What to produce => Begin at the line holding "reading: 110 °C" and set down exactly each line through the last one below, omitting pictures. Include nothing else.

------ Record set ------

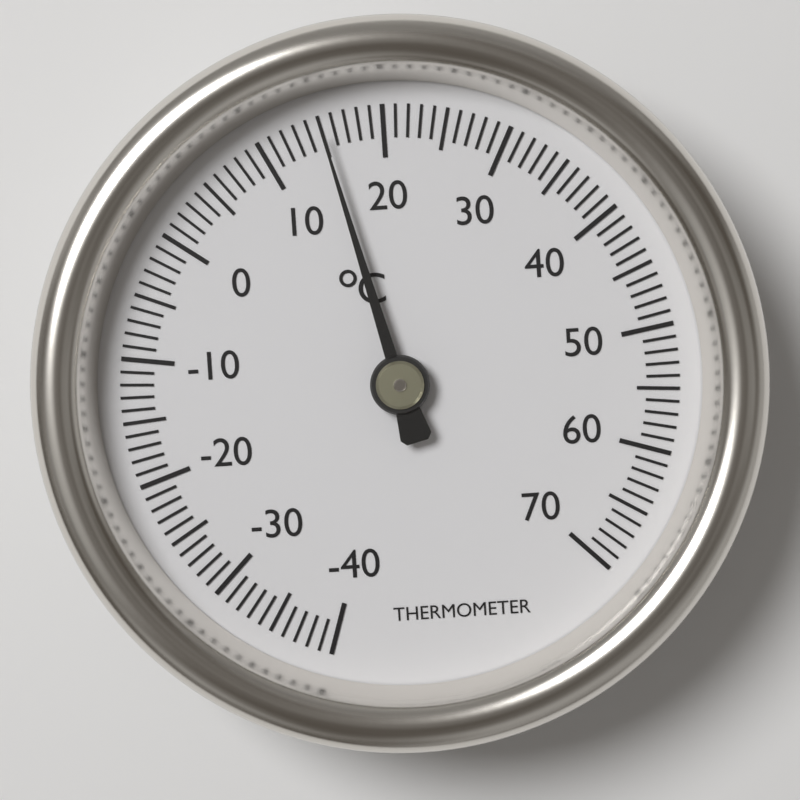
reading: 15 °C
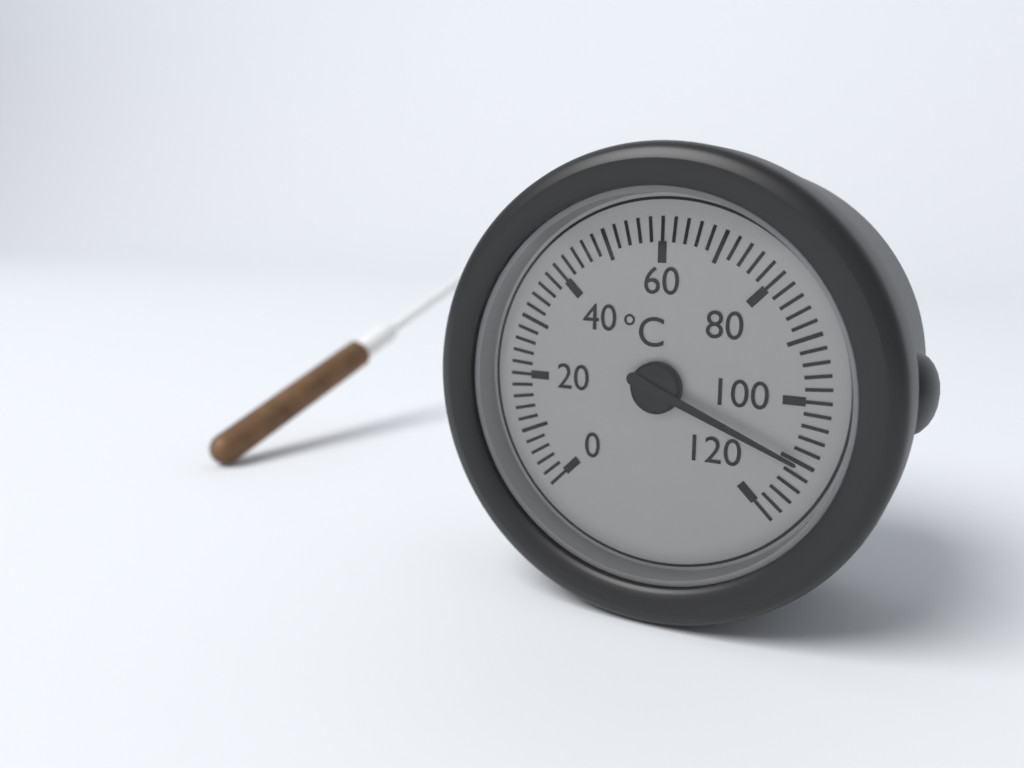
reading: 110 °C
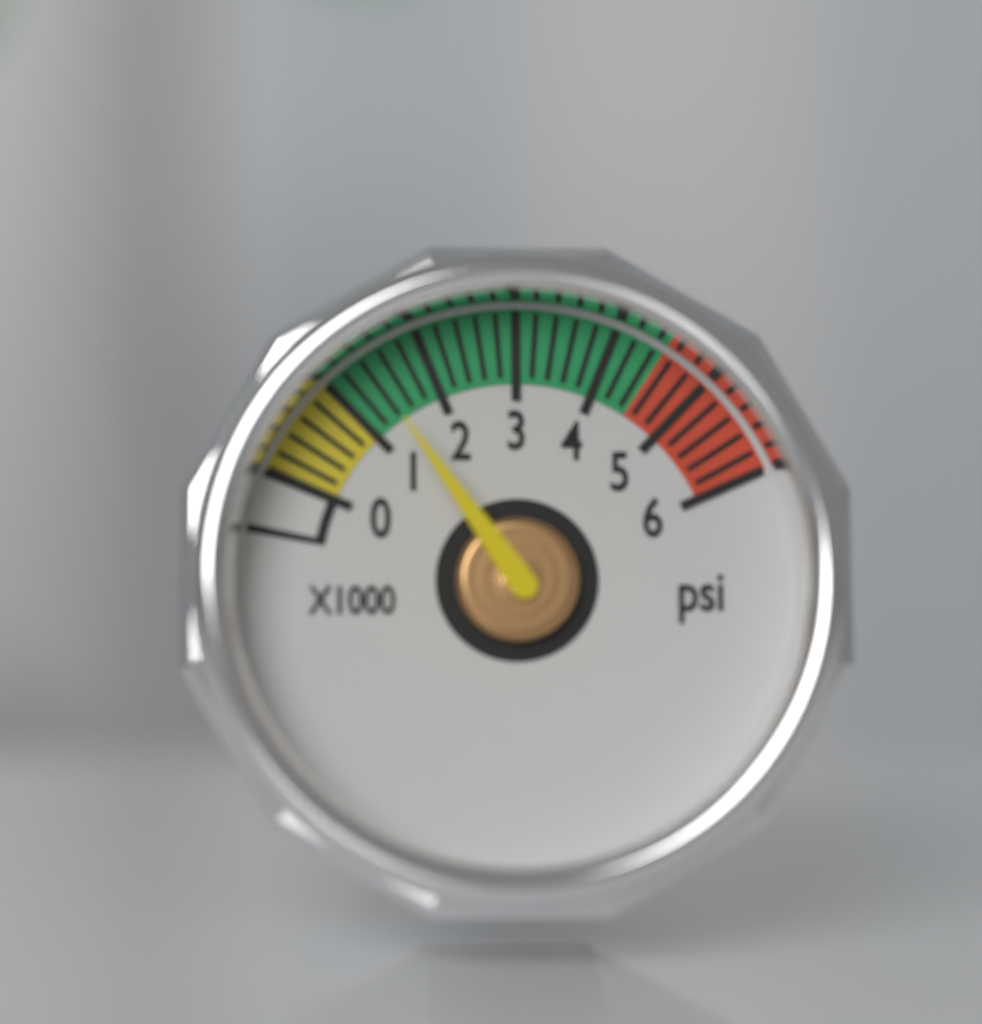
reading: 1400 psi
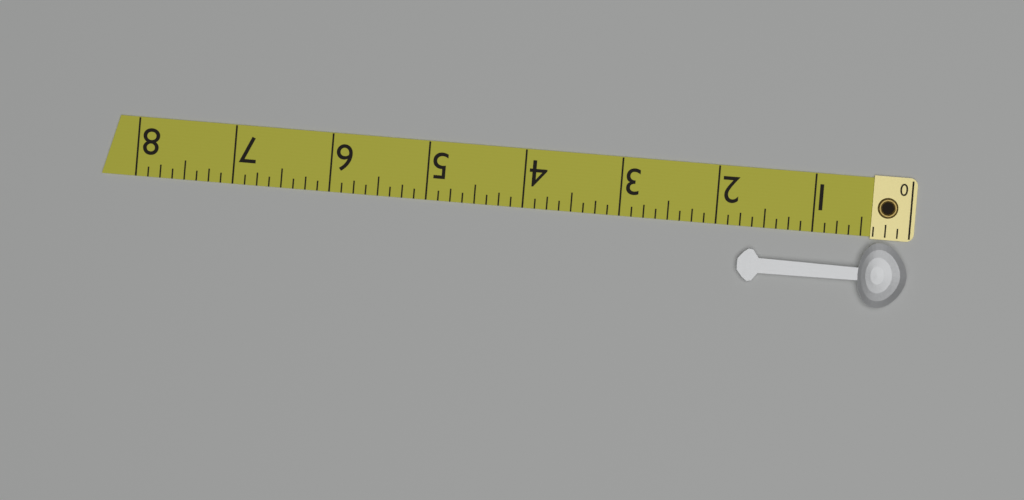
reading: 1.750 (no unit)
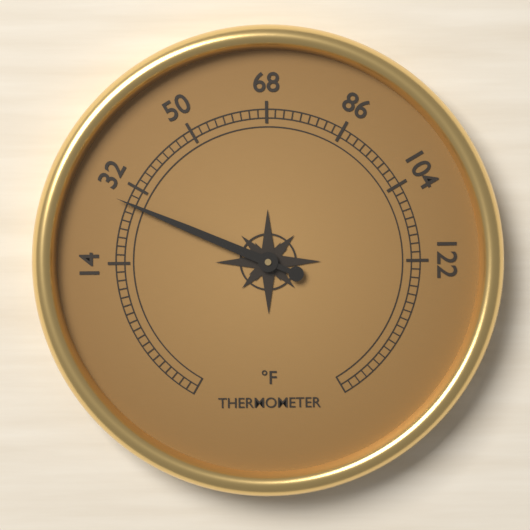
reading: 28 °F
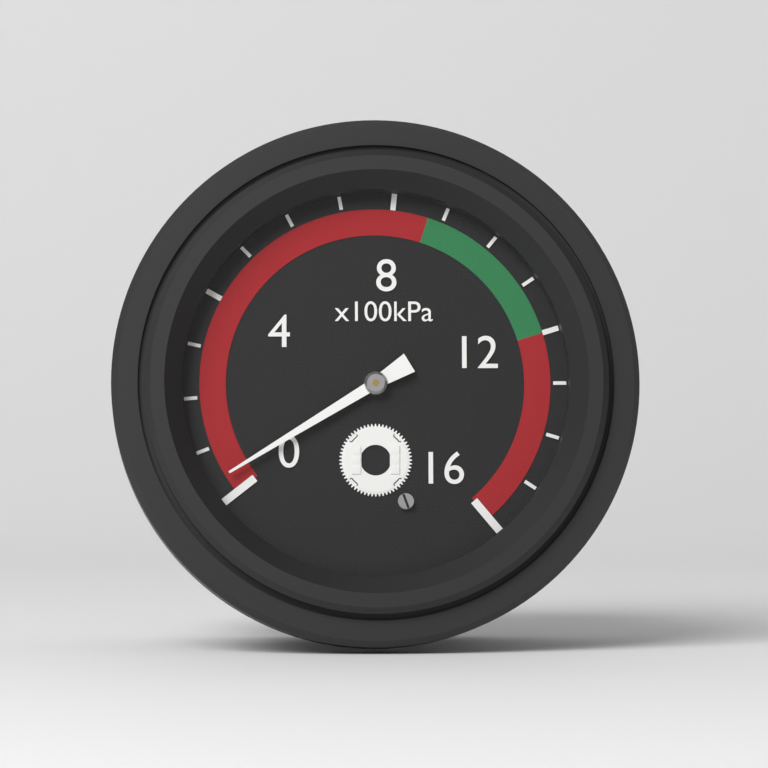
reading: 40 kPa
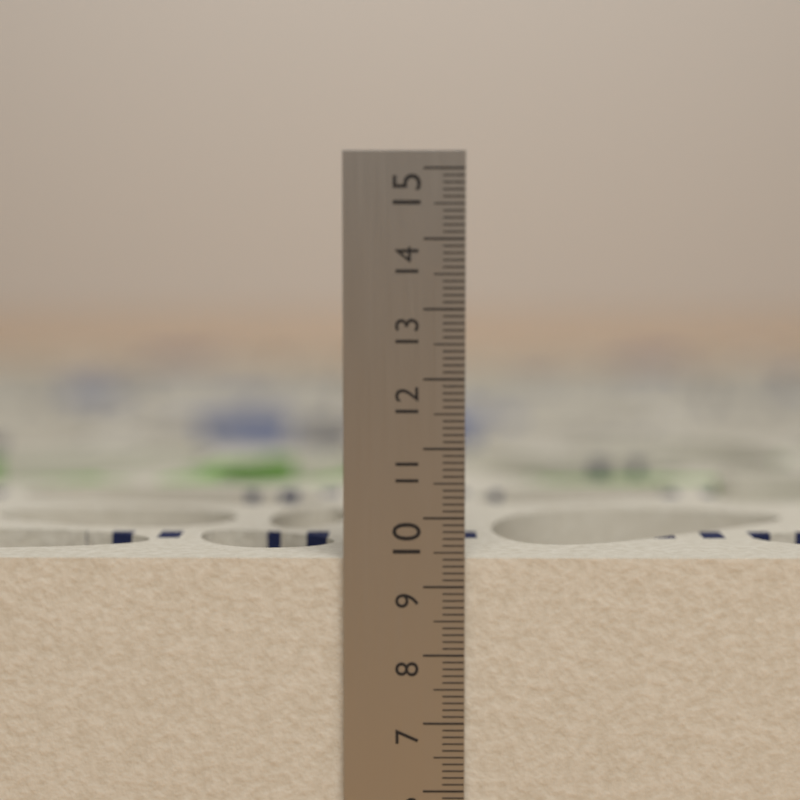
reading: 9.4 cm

------

Reply =>
reading: 110 °C
reading: 1400 psi
reading: 1.750 (no unit)
reading: 28 °F
reading: 40 kPa
reading: 9.4 cm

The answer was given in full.